Plenty of business owners reach late June with a year of bank transactions still uncategorised. It feels like a wall. It isn't — reconciling a full year is repetitive, not hard, and the right approach turns a dreaded multi-day slog into a focused weekend.
This is the plain-English process a bookkeeper would follow, stripped down for a sole trader or small business owner doing it alone.
What "reconciling a year" actually involves
Reconciliation is checking that every transaction in your records matches your real bank statement, so your income and expense totals are complete and correct. You're doing three things, in order: getting every transaction in, putting each one in the right category, and confirming your closing balance matches the bank's. Do that for each account and you're reconciled.
Step 1 — Get every transaction in (don't type them)
Manual entry is where weekends disappear. Instead, download your statements for the whole financial year and import them:
- Export CSV or Excel from your online banking, or save the PDF statements
- Import the lot in one go rather than month by month
- Include every account — main account, savings, credit cards, and payment platforms
A year of transactions imports in minutes. Typing the same data takes hours and introduces errors. See how to import bank statements.
Step 2 — Categorise: let rules and AI do the repetitive work
Most of your transactions are the same handful of vendors over and over — the same telco, the same fuel stops, the same software subscriptions. You should categorise each of those once, not fifty times.
- Set a coding rule for each recurring vendor so it's categorised automatically every future time it appears
- Use software that ships with common Australian vendors already recognised, so coding works on the first import
- Let an AI layer suggest categories for the one-off transactions it hasn't seen before
This is the difference between a weekend and a week. For the detail, see how auto-coding works.
Step 3 — Match to the bank and find the difference
Once everything is categorised, compare your closing book balance to the bank's closing balance for the period. If they match, that period is done. If they don't, the difference is a clue:
- A figure that matches one transaction exactly = a missing or duplicated entry
- A small recurring gap = bank fees or interest not yet recorded
- A timing gap = a payment that cleared in a different period
Never "round it off." An unreconciled difference is always a real, findable transaction.
Step 4 — Lock the period and pull your BAS figures
When each quarter reconciles, lock it so it can't be changed by accident, then read off your GST collected and GST paid for the BAS. With the year reconciled, your June-quarter BAS and your tax return are working from final, trustworthy numbers.
A realistic weekend plan
| Session | Task | Rough time |
|---|---|---|
| Saturday morning | Import all accounts for the full year | 30–60 min |
| Saturday afternoon | Set rules for your top 20 recurring vendors | 1–2 hours |
| Sunday morning | Review and code the remaining one-off transactions | 1–2 hours |
| Sunday afternoon | Match balances quarter by quarter, fix differences | 1–2 hours |
Compare that to manual entry of a year's transactions, which routinely runs to 15–20 hours.
Doing it without a bookkeeper
ReconLink was built for this exact situation. Import CSV, Excel or PDF statements, and a 139-vendor default coding pack categorises common Australian transactions immediately — no blank chart of accounts to build first. Rules and an AI layer handle the rest, and a BAS worksheet falls out the other side. The Solo plan has a 30-day free trial with no card; there's an EOFY founding offer at the EOFY offer page, or start free.
Frequently asked questions
Can I really reconcile a whole year over a weekend?
For a typical sole trader or micro business — yes, if you import statements instead of typing them and use rules to categorise recurring vendors. The volume is repetitive, so automation does most of the work.
What if my balance won't reconcile?
The difference is always a real transaction: something missing, entered twice, or with the wrong amount. Search for the exact difference amount first — it usually finds the culprit immediately.
Do I need accounting experience to do this?
No. Reconciliation is matching and categorising. The rules are simple; the only requirement is that your records are complete.
This article is general information for Australian small business owners, not tax advice. Confirm current rates, thresholds and lodgement dates with the ATO or a registered tax or BAS agent for your situation.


→ HOW TO COMPLETE THIS TASK
Go through the entries below and return every line that contains "know".

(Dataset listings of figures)
[Start of section]

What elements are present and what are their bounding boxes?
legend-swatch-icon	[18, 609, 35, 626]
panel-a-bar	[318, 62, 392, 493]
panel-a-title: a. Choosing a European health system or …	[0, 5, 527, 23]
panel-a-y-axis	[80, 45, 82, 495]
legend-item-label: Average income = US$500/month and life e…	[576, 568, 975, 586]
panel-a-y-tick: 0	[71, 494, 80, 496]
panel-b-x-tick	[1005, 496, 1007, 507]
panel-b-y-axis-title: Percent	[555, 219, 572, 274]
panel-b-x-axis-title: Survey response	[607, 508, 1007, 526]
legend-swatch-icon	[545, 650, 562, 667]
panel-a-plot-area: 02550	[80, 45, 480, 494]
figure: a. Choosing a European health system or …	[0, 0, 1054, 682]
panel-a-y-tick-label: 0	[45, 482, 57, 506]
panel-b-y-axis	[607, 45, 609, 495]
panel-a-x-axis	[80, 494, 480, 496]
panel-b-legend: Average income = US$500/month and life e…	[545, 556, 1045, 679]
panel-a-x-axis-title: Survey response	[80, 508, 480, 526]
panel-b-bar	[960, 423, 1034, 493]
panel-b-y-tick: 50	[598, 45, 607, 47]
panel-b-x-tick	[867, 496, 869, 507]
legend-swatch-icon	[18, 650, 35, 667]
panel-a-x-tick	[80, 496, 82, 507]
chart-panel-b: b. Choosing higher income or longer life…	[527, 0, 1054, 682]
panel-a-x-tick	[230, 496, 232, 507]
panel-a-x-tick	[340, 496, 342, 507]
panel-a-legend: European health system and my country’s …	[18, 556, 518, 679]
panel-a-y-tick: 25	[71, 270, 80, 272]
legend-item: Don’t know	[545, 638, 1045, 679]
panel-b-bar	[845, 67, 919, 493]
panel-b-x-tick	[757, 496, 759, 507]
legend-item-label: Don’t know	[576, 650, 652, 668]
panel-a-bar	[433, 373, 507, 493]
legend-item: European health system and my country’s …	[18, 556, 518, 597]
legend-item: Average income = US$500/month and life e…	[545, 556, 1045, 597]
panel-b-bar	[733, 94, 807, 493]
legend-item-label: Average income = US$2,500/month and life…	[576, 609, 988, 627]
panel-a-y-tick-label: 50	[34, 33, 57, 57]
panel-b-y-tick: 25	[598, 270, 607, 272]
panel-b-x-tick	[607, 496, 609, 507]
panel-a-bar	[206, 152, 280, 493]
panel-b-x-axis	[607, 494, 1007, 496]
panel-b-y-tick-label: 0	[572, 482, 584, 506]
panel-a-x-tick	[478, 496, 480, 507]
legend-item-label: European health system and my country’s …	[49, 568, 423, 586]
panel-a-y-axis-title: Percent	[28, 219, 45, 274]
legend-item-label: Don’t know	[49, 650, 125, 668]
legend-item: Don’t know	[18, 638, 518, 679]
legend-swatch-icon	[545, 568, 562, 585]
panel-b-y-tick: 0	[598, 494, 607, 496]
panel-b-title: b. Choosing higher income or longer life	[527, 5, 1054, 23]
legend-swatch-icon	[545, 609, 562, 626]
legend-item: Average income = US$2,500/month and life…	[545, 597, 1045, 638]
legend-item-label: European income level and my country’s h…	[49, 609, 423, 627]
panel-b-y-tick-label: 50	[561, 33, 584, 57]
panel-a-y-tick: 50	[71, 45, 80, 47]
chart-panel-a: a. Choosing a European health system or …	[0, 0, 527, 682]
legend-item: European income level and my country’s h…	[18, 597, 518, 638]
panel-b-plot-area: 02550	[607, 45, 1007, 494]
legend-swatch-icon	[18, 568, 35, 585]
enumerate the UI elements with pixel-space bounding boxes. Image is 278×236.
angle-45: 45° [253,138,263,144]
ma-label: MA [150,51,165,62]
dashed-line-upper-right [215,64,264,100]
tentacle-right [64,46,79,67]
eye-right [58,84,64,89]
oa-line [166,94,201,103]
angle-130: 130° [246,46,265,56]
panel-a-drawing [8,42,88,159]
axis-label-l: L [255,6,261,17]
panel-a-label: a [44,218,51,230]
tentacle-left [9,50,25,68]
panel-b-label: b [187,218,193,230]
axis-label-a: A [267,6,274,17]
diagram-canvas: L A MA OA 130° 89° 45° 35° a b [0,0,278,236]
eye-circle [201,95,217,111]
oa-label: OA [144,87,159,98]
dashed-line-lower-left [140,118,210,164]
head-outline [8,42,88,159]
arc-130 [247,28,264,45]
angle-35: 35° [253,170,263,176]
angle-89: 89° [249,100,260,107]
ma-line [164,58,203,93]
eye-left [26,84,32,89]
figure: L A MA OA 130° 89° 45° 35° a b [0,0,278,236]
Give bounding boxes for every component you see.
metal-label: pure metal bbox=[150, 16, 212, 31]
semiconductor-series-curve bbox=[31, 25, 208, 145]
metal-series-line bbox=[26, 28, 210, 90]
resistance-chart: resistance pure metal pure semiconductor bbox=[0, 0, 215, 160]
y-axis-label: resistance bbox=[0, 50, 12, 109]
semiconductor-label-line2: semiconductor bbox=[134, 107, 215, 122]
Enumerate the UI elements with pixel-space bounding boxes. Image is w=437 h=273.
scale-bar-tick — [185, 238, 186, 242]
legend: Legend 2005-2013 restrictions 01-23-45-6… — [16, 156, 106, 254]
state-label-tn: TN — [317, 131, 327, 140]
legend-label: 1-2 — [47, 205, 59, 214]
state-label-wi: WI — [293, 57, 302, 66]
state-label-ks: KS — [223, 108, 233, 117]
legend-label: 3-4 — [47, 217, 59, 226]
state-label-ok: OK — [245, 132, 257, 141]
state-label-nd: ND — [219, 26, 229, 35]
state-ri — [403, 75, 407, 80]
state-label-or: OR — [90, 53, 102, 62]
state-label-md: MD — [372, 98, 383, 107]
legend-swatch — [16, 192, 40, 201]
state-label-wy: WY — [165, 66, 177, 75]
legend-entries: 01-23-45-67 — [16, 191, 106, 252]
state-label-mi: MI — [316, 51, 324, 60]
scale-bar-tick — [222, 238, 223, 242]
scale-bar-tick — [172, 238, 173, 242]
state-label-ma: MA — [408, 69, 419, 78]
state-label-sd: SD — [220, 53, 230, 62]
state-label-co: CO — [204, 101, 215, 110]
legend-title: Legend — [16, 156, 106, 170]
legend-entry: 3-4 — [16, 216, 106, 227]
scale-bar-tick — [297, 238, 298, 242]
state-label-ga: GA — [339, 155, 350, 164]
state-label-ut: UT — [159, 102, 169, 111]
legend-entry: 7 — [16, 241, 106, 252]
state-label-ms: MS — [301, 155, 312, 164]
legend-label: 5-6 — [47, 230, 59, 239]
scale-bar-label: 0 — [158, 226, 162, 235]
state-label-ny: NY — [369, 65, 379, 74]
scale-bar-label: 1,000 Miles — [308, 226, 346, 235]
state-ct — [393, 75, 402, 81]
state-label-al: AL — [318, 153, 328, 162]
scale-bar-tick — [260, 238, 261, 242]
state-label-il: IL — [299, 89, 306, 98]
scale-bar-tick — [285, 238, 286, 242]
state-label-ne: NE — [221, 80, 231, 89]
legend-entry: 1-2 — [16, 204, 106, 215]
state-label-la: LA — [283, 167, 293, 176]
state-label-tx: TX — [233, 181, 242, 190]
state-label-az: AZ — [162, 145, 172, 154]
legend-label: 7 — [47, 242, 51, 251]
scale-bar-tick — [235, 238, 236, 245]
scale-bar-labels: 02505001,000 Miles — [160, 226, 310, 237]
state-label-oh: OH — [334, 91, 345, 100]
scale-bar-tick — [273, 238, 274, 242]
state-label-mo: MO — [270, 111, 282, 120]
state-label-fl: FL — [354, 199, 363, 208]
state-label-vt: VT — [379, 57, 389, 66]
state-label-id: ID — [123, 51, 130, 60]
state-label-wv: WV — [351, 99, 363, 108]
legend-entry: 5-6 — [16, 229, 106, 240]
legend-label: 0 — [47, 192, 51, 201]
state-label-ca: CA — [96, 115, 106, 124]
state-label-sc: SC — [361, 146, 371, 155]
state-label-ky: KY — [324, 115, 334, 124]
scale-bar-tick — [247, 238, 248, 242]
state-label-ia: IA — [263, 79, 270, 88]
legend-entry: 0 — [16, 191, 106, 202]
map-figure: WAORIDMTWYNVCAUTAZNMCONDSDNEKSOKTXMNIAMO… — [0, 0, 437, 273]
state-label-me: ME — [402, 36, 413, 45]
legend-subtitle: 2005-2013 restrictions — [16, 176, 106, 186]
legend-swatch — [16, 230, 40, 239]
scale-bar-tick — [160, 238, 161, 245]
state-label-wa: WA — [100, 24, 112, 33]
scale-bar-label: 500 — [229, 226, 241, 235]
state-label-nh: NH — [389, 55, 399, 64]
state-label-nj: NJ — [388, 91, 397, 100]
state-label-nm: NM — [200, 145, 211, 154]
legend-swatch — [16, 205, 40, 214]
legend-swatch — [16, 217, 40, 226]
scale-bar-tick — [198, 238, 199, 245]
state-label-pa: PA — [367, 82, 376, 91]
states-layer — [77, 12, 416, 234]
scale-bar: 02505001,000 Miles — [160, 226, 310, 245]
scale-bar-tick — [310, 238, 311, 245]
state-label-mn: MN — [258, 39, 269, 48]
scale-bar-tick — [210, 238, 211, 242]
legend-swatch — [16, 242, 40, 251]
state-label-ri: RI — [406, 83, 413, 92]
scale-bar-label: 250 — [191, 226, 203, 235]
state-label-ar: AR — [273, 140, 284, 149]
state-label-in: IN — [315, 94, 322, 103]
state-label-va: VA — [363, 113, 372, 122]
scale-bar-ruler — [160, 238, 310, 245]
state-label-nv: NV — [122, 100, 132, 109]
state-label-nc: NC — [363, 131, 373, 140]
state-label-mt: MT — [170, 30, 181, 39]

[End of section]

→ RESPONSE FOR THIS EXERCISE
legend-item: Don’t know	[545, 638, 1045, 679]
legend-item-label: Don’t know	[576, 650, 652, 668]
legend-item-label: Don’t know	[49, 650, 125, 668]
legend-item: Don’t know	[18, 638, 518, 679]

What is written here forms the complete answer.